New jobs will be created, yes, but nowhere near enough to save the 100+ million displaced US unskilled workers being created by this revolution.

The only way economies will be saved is with universal basic income--and it can easily be fueled by high marginal taxes on corporations who benefit the most from the AI/robotics revolution. (Every large corporation could gain 30%+ to their profit margins, and a 20%+ additional marginal corporate tax could easily support universal basic income--it's still a win-win). With that, businesses/shareholders can still sell their products, and then people will be free to pursue "pointless" jobs. Art/entertainment/leisure/etc. can easily employ 80%+ of the population, but only if there's still plenty of money pumped into the masses for taking care of basic living expenses.
 
Literally, a small handful of coders/robotics engineers/etc. can replace an infinite number of workers. AIs cost next to nothing to deploy to serve millions while robots will most certainly pay for themselves in under a year. Once you code an AI capable of troubleshooting computer problems, that entire field is now unemployable until the end of time and only small numbers of software engineers are needed for maintenance. Once Tesla produces the first autonomous semi-trailer that pays for itself in a few months, that's it--no citizen will ever find another road-based transportation job, period. Robotic maintenance/repair may be a thing, but nowhere near the numbers required to employ millions.

AI computer troubleshooters will be used for maintenance as well as debugging, but it is a difficult problem for an AI to design things in the first place. You can have AI aids that make design quicker, but the design itself still requires a human.

If a lot of people are put out of work by machines, even if it's only 10% of the population, wages for the remaining jobs will go down as there will be many people chasing the remaining jobs.
 
If a lot of people are put out of work by machines, even if it's only 10% of the population, wages for the remaining jobs will go down as there will be many people chasing the remaining jobs.

With that theory, after the recession, you should have been able to hire people in STEM jobs for cheap right now. Which is definitely not the case.

Here's one for the prediction thread: In 10 years, barring another recession or sensible immigration reform, the U.S. average base salary for a Software Engineer will be $200k.
 
With that theory, after the recession, you should have been able to hire people in STEM jobs for cheap right now. Which is definitely not the case.

Here's one for the prediction thread: In 10 years, barring another recession or sensible immigration reform, the U.S. average base salary for a Software Engineer will be $200k.

There are industries where the supply is less than the demand which are usually highly skilled positions. If AIs start doing at least some of the jobs software engineers do know, or dramatically automate a good portion of the job, it will initially balance out the supply and demand equation, but will eventually start putting software developers out of work who will be competing for the remaining jobs.

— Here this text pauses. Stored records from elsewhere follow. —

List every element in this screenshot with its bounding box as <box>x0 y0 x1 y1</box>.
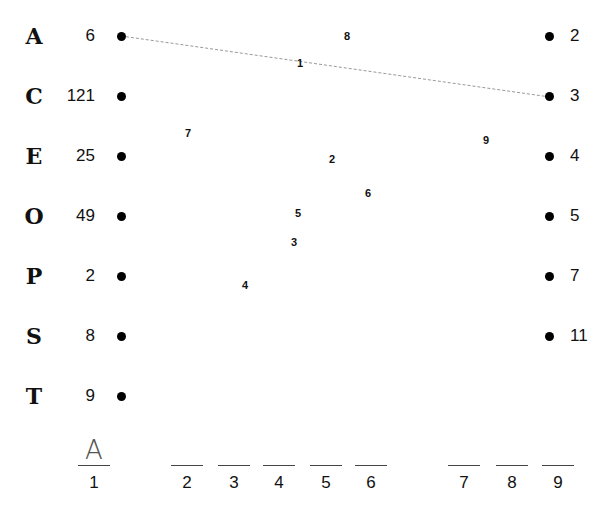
slot-number: 1 <box>78 473 110 493</box>
right-connector-dot[interactable] <box>545 32 554 41</box>
floating-number[interactable]: 6 <box>365 187 371 199</box>
slot-underline <box>355 465 387 466</box>
left-connector-dot[interactable] <box>117 32 126 41</box>
left-letter: T <box>22 383 46 408</box>
left-letter: P <box>22 263 46 288</box>
floating-number[interactable]: 3 <box>291 236 297 248</box>
slot-number: 8 <box>496 473 528 493</box>
right-connector-dot[interactable] <box>545 212 554 221</box>
slot-number: 6 <box>355 473 387 493</box>
right-value: 7 <box>570 266 579 286</box>
right-value: 3 <box>570 86 579 106</box>
right-value: 2 <box>570 26 579 46</box>
slot-underline <box>263 465 295 466</box>
right-value: 11 <box>570 326 588 346</box>
right-connector-dot[interactable] <box>545 152 554 161</box>
left-letter: A <box>22 23 46 48</box>
left-connector-dot[interactable] <box>117 332 126 341</box>
slot-number: 3 <box>218 473 250 493</box>
slot-number: 4 <box>263 473 295 493</box>
left-value: 8 <box>55 326 95 346</box>
right-connector-dot[interactable] <box>545 92 554 101</box>
left-letter: C <box>22 83 46 108</box>
left-value: 9 <box>55 386 95 406</box>
slot-underline <box>448 465 480 466</box>
floating-number[interactable]: 9 <box>483 134 489 146</box>
left-value: 6 <box>55 26 95 46</box>
slot-underline <box>78 465 110 466</box>
right-connector-dot[interactable] <box>545 332 554 341</box>
slot-answer[interactable]: A <box>78 435 110 465</box>
slot-underline <box>310 465 342 466</box>
slot-underline <box>218 465 250 466</box>
left-connector-dot[interactable] <box>117 92 126 101</box>
left-letter: S <box>22 323 46 348</box>
slot-number: 7 <box>448 473 480 493</box>
floating-number[interactable]: 7 <box>185 127 191 139</box>
left-value: 2 <box>55 266 95 286</box>
left-connector-dot[interactable] <box>117 392 126 401</box>
slot-number: 5 <box>310 473 342 493</box>
floating-number[interactable]: 2 <box>329 153 335 165</box>
left-connector-dot[interactable] <box>117 272 126 281</box>
slot-number: 2 <box>171 473 203 493</box>
left-value: 25 <box>55 146 95 166</box>
slot-underline <box>496 465 528 466</box>
slot-underline <box>542 465 574 466</box>
slot-number: 9 <box>542 473 574 493</box>
floating-number[interactable]: 4 <box>242 279 248 291</box>
left-letter: O <box>22 203 46 228</box>
right-connector-dot[interactable] <box>545 272 554 281</box>
left-letter: E <box>22 143 46 168</box>
right-value: 4 <box>570 146 579 166</box>
floating-number[interactable]: 1 <box>297 57 303 69</box>
right-value: 5 <box>570 206 579 226</box>
slot-underline <box>171 465 203 466</box>
left-connector-dot[interactable] <box>117 212 126 221</box>
floating-number[interactable]: 8 <box>344 30 350 42</box>
floating-number[interactable]: 5 <box>295 207 301 219</box>
left-value: 49 <box>55 206 95 226</box>
left-value: 121 <box>55 86 95 106</box>
left-connector-dot[interactable] <box>117 152 126 161</box>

I'm an Electronic/Software Engineer myself. For most of my career finding gigs has been like shooting fish in a barrel, but for a while around 2002-2008 gigs were hard to come by. US companies cut way back on R&D and what was getting done was outsourced to India. Since 2008 has been boom times again.

For what I do, there are some things that could be automated with AI at some point, but at least 50% would be very difficult for an AI to do for a very long time.

In the car business, it's not that difficult to train robots to make many components of a car, but it's very tough for any kind of AI to design that car in the first place. AI can be used to aid design like a smart CAD system, but the overall design needs to be directed by human minds.